The Complete Guide to SharePoint Permissions
Master permission levels, groups, sharing links, and governance — so access is always right, never too broad and never too narrow.
Master permission levels, groups, sharing links, and governance — so access is always right, never too broad and never too narrow.
SharePoint permissions can feel like a maze — especially when you're managing dozens of sites, libraries, and users across an organisation. Get them wrong and you either lock people out of content they need, or expose sensitive documents to the wrong audience. This guide explains how SharePoint permissions actually work, from the basic building blocks to enterprise-level governance.
SharePoint uses predefined permission levels — each a bundle of individual rights — assigned to users or groups. Rather than toggling 33 separate rights per user, you assign a permission level that maps to a role.
| Permission Level | What it allows | Typical use |
|---|---|---|
| Full Control | Manage site settings, users, and all content | Site owners, IT admins |
| Design | Edit pages, apply themes, manage minor versions | Intranet designers |
| Edit | Add, edit, and delete lists, libraries, and content | Team power users |
| Contribute | Add and edit content but not create new lists | Standard team members |
| Read | View and download content | General staff, stakeholders |
| View Only | View content in browser, no download | External reviewers, audit trails |
| Limited Access | Access to a specific item when parent has unique permissions | System-assigned automatically |
You can create custom permission levels in Site Settings → Site Permissions → Permission Levels if none of the defaults fit your needs — for example, a level that allows reading and downloading but not editing.
Every new SharePoint site creates three permission groups automatically:
Best practice: Always add users to SharePoint groups rather than granting permissions directly to individuals.
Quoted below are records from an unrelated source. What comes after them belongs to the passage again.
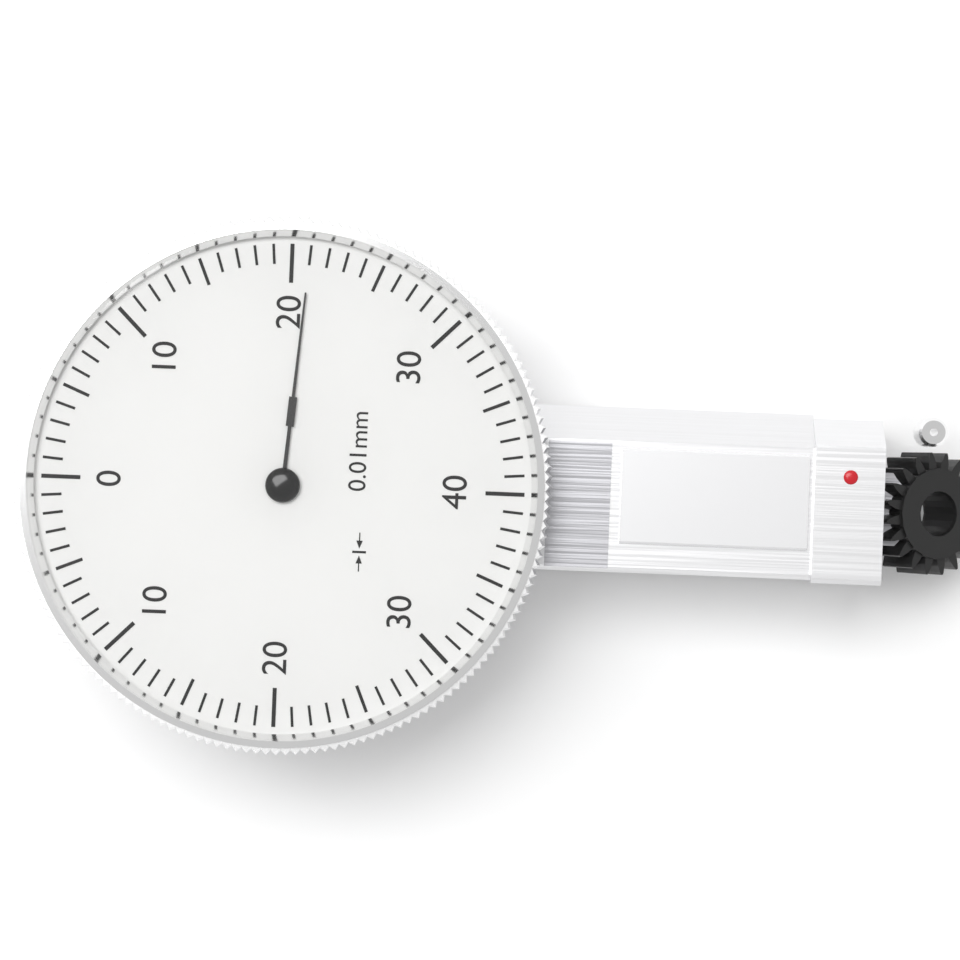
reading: 21 0.01mm
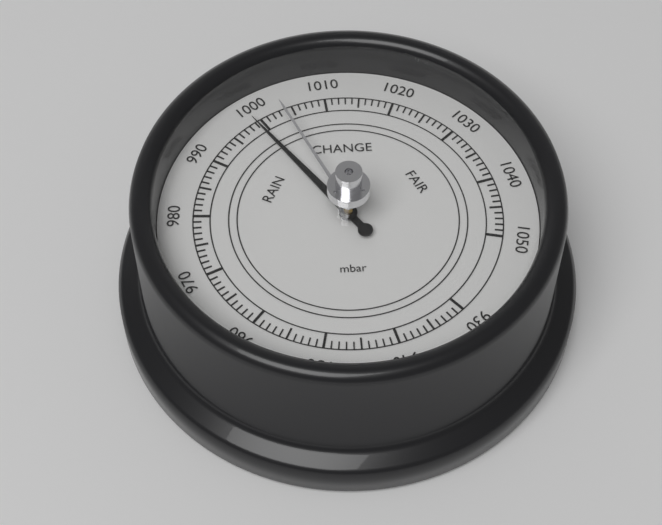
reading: 999 mbar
Group-based permissions are far easier to audit, update, and offboard from.
You can also connect SharePoint groups to Microsoft 365 Groups or Azure AD security groups, which means membership is managed in one place (Entra ID) and automatically reflected across all connected SharePoint sites.
SharePoint permissions flow downward by default. A site's permission settings are inherited by its libraries, which are inherited by folders, which are inherited by individual files. This is called permission inheritance.
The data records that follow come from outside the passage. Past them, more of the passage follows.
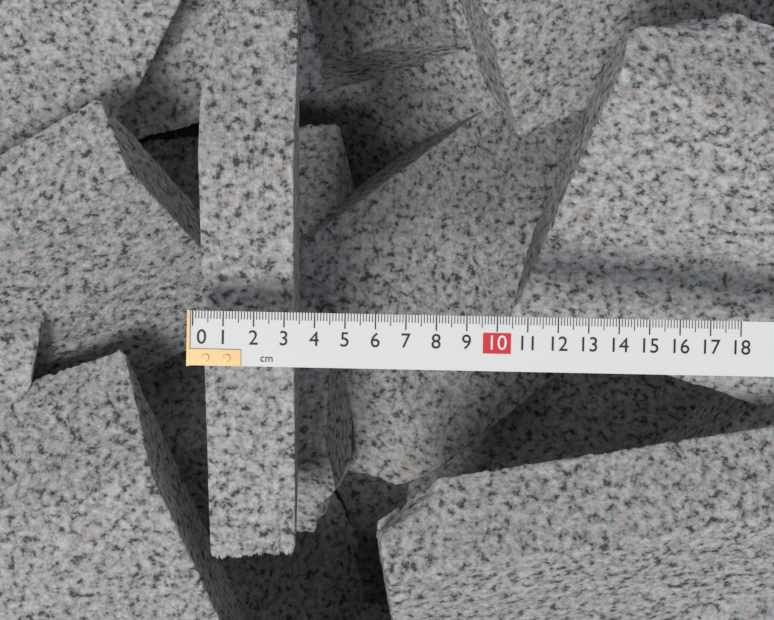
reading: 3.2 cm
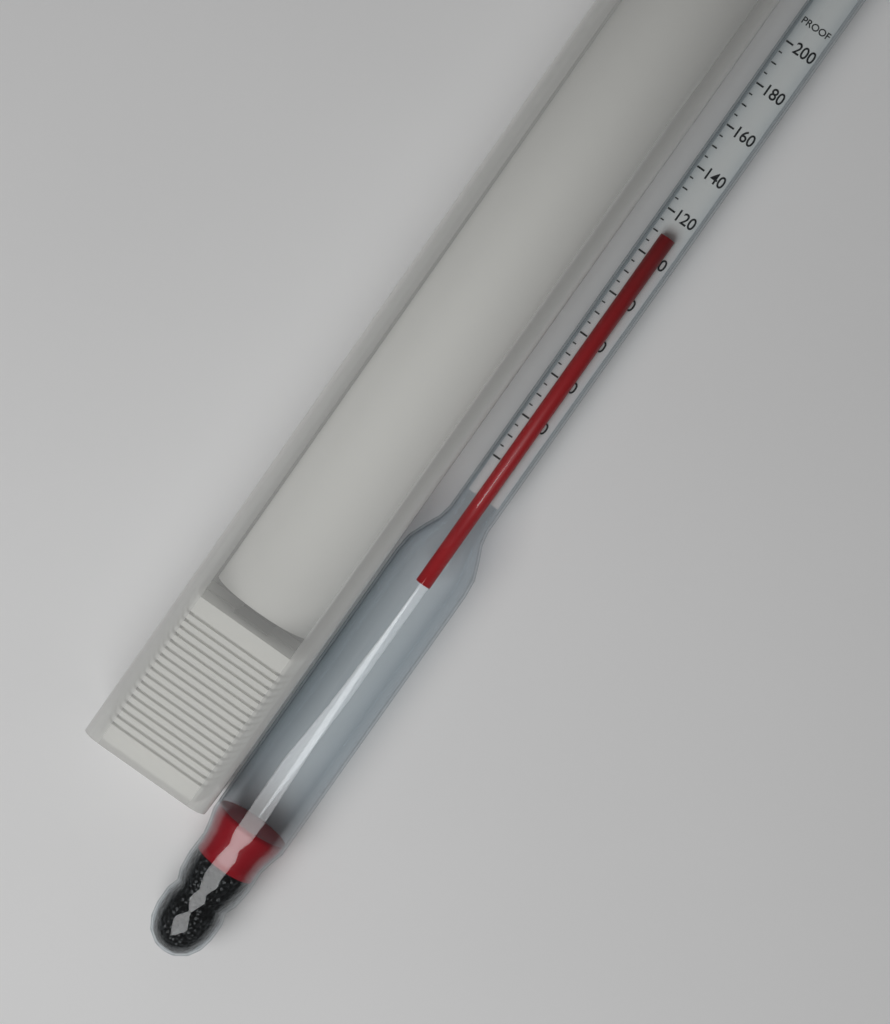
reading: 110 proof
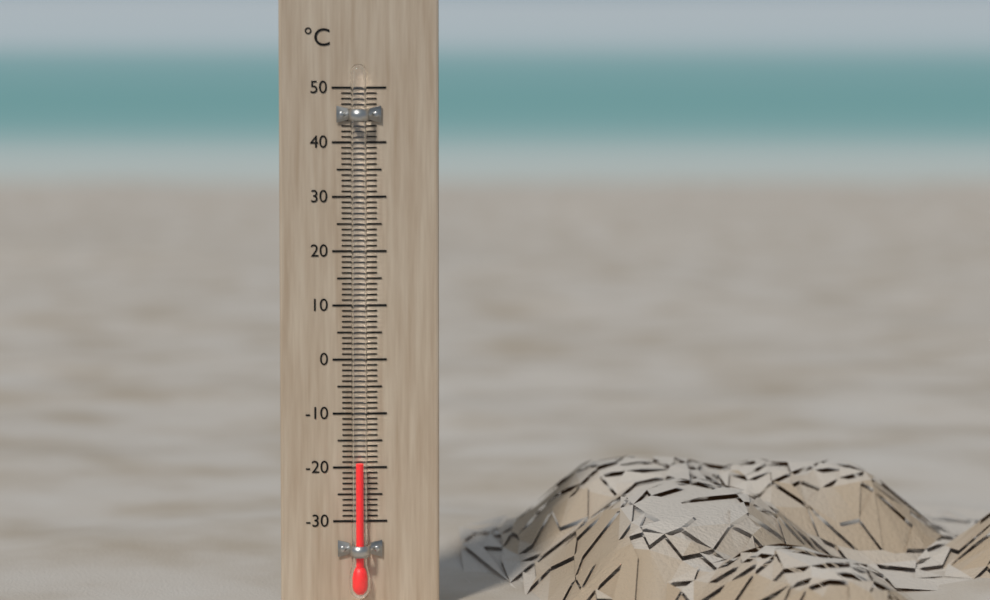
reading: -19 °C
Sometimes you need a specific library, folder, or item to have different permissions from its parent — for example, a restricted HR library on an otherwise general intranet site. To do this, you "break inheritance" and set unique permissions on that item.
Important: Every broken inheritance point becomes a separate governance responsibility. Unique permissions at the item or folder level create complexity that grows exponentially with site size. Our rule: break inheritance only at the library level, never at the folder or file level.
In modern SharePoint, many users share content by generating sharing links rather than editing permissions directly. There are three link types:
Each link type can be configured with View or Edit access, an optional expiry date, and a password. Administrators control which link types are available at the tenant level in SharePoint Admin Center → Policies → Sharing, and can restrict this further per site.
SharePoint lets external users (guests) access content without a Microsoft 365 licence. The guest accepts an email invitation and signs in with any Microsoft or personal account. External sharing is controlled at two levels:
For most organisations we recommend setting the tenant to "New and existing guests" (requiring sign-in rather than anonymous access), and restricting sensitive sites to "Only people in your organisation". Guest access expiry of 60–90 days with auto-renewal on activity is a sensible default.
Permissions drift over time. People move roles, projects end, and guest accounts go stale. A permissions governance plan must include:
The Microsoft Purview compliance portal provides a Permissions activity report that shows who accessed what content and when — invaluable during access reviews and security incidents.
We run SharePoint permissions health checks as standalone engagements — typically completed within two weeks. We'll identify over-privileged accounts, ungoverned guest access, and broken inheritance chains, then provide a remediation plan.